Perhaps the most widely known application of photonics technology is the role of lasers within the workings of CD and DVD players, but the research carried out at the institute is expected to benefit a far wider range of industries. Muller-Dethlefs has himself secured a patent for a non-invasive glucose test using Raman spectroscopy — the scattering of light by molecules to obtain information on a sample’s chemical composition and molecular structure. He hopes that in a few years he will be able to reveal a device that enables people to measure their blood sugar level without needing to obtain a blood sample.

The institute also aims to develop micro tweezers that are small enough to manipulate micro particles such as biological cells. This is done through splitting a laser beam into several strands to trap separate cells in compartments.

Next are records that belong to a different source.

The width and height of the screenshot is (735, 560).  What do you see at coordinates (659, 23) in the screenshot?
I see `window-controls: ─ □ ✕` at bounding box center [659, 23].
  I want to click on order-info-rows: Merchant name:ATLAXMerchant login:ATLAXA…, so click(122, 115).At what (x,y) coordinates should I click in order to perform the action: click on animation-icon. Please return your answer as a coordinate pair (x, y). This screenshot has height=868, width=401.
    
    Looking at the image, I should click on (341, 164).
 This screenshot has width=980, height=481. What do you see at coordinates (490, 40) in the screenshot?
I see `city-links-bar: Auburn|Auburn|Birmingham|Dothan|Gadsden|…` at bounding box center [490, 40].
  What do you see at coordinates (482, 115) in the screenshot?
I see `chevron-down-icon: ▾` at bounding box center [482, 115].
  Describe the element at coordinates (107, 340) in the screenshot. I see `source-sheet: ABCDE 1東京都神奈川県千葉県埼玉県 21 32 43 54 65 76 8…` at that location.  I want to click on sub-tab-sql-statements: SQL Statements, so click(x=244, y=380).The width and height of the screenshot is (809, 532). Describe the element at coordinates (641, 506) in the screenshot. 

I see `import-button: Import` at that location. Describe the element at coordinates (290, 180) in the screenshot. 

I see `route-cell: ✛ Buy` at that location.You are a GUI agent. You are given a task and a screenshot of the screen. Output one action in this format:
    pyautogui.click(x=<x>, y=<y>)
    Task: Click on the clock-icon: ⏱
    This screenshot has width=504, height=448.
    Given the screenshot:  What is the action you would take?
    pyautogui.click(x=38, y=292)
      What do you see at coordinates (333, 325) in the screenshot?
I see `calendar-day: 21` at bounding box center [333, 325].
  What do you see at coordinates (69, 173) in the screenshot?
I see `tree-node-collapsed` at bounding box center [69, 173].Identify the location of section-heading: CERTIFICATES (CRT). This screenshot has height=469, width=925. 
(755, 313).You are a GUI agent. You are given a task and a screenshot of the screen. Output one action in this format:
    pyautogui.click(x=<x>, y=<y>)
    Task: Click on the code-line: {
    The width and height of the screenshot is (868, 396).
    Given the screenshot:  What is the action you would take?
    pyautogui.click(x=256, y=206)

Muller-Dethlefs said that this kind of research could lead to fundamental new insights into the behaviour of different materials and structures. ‘If you look at nanomaterials, you can manipulate and move something from A to B to make something new, to test something that otherwise will be very difficult to assemble and then give you greater understanding of how it works,’ he said.

He is also pioneering a new research collaboration. Prior to his interview with The Engineer he had been at a meeting to discuss how a joint venture with the Greater Manchester Research Alliance could improve the medical research environment in the Manchester area. This NHS-funded project will see the PSI applying a number of its technologies to the medical field. For instance, the group hopes to use optical coherence tomography — a non-invasive imaging technology — to aid in skin cancer detection.

Muller-Dethlefs said that using conventional diagnostic methods surgeons must take a biopsy and wait a number of hours for the sample to be processed. Technology under the spotlight at PSI could enable them to carry out the test in the operating theatre, he claimed.

Research collaborations at the institute will, it is hoped, address a number of other important new areas in photon science. These range from improving understanding of the properties of materials at molecular level, to developing novel techniques such as the use of THz imaging to generate atto-second radiation for ultra-fast bio-medical and X-ray imaging.

With such interesting technologies in the pipeline, some hefty funding in place and such a strong commitment to pushing the boundaries of science it seems likely that the PSI will fulfil its aim of becoming a world leader.

But add to this mix Muller-Dethlefs’ shrewd understanding of the machinations of the business side of academia, and success begins to look like a certainty. ‘To be successful it cannot be just fundamental research, it has to have a large component of applied research.

On the one hand, we want to be involved in research in fundamental applications — the hot topics in science — but we also need to generate income. And if we find that the best way to exploit this is by spinning off some companies then we will do that.’